Collections
The museum's exhibition is based on the famous watercolour series Roma sparita by Ettore Roesler Franz (Rome 1845 - 1907), which documents the urban transformation of Rome as the capital of Italy.
The banks of the Tiber destroyed with the arrival of the city walls and the characteristic corners of the ghetto or Trastevere that have now disappeared are brought back to life in the artist's easy, fluid narrative played on the tones of elegy and picturesque documentation, memories of an era that is passing.
Because of their delicacy they can only be exhibited in rotation.
With the mission to tell the story of Rome through the eyes of artists, the museum's permanent collection includes works from the 18th century to the present day. Particular attention has been paid to the places, the transformation of the city represented in the late 19th century by the 119 watercolours of picturesque Rome by Ettore Roesler Franz (Rome 1845 - 1907). A master of the watercolour technique, his works are an unprecedented historical documentation of urban and suburban views that were disappearing, to be handed down to posterity.
The Museum also houses 76 small oil paintings by another intellectual with deep ties to the capital and known for his Cronache del Caffè Greco: Diego Angeli (Florence 1869 - Rome 1937).
Rome as it changed in the 20th century is then witnessed by three early paintings by Gino Severini (Cortona 1883 - Paris 1966) and, above all, by the photographs by Mario Carbone, Emilio Gentilini and Gianni Turillazzi that no longer capture Rome as the protagonist of dramatic contemporary history, but in particular Trastevere with its inhabitants.
The visit to the museum also includes a Nativity scene; six reconstructions of environments, the so-called Roman Scenes; the display of some art and craft objects that belonged to the poet Trilussa (Carlo Alberto Salustri, Rome 1871 - 1950) in the Room dedicated to him. In this section of the museum Studio Azzurro has created a video-installation dedicated to the Roman poet: it is a work rich in visual and sound suggestions, in which real objects come back to life juxtaposed to video-projected objects with the intention of restoring an evocative atmosphere of the character Trilussa in his different facets: the public and private man, the poet, the friendships, the amateur draughtsman. The video installation is not running at the moment.
Temporary exhibitions
The rich programme of temporary exhibitions finds meaning, identity and comparison in the permanent collection. In this way, a constant dialogue is maintained with social changes and their reflections in the visual arts in every declination, finding, on occasion, the cue to enrich the museum's collections with new acquisitions, making it even more alive, and the cultural offer.
The prestigious exhibitions, held annually, on the occasion of the World Press Photo award for photojournalism, a historical documentation that allows us to relive the crucial events of our time, have been followed with particular attention. The Italian Landscape, Photographs 1950 - 2010, an exhibition that highlighted the different ways in which the Italian landscape has been interpreted on the basis of the different schools of thought to which the approximately 90 photographers in the exhibition belonged, and La Fabrica del Presente, four exhibition projects, the result of the work of young photographers with different training and backgrounds, bearing witness to the passage, the transition, promoted by the Benetton Group's important research centre for communication, as well as the major exhibitions on the events of the 20th century such as Dreamers. 1968: how we were, how we will be.
The solo exhibitions of great Italian photographers such as Mario Giacomelli, Gianni Berengo Gardin, Lisetta Carmi, but also foreign ones such as Margareth Bourke-White, Inge Morath, Ara Güler and the retrospective in memory of the young photojournalist killed in Ukraine in 2014, Andy Rocchelli; the great exhibition Vivian Maier, una fotografa ritrovata.
To see them all, see the exhibitions page.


• _Task directions_
From the first line to the last, set down the material exactly, leaving out its pictures.
◆ ◆ ◆
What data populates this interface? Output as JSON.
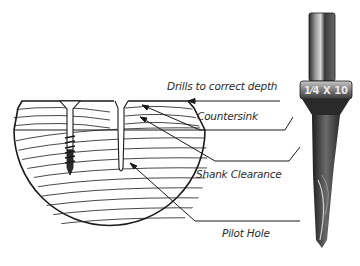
{
  "diagram": {
    "labels": {
      "depth": "Drills to correct depth",
      "countersink": "Countersink",
      "shank": "Shank Clearance",
      "pilot": "Pilot Hole"
    },
    "bit_marking": "1⁄4 X 10",
    "colors": {
      "line": "#1a1a1a",
      "text": "#2b2b2b",
      "bit_dark": "#2a2a2a",
      "bit_light": "#bdbdbd",
      "background": "#ffffff"
    }
  }
}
◆ ◆ ◆
• _Exercise response_
What data populates this interface? Output as JSON.
{
  "diagram": {
    "labels": {
      "depth": "Drills to correct depth",
      "countersink": "Countersink",
      "shank": "Shank Clearance",
      "pilot": "Pilot Hole"
    },
    "bit_marking": "1⁄4 X 10",
    "colors": {
      "line": "#1a1a1a",
      "text": "#2b2b2b",
      "bit_dark": "#2a2a2a",
      "bit_light": "#bdbdbd",
      "background": "#ffffff"
    }
  }
}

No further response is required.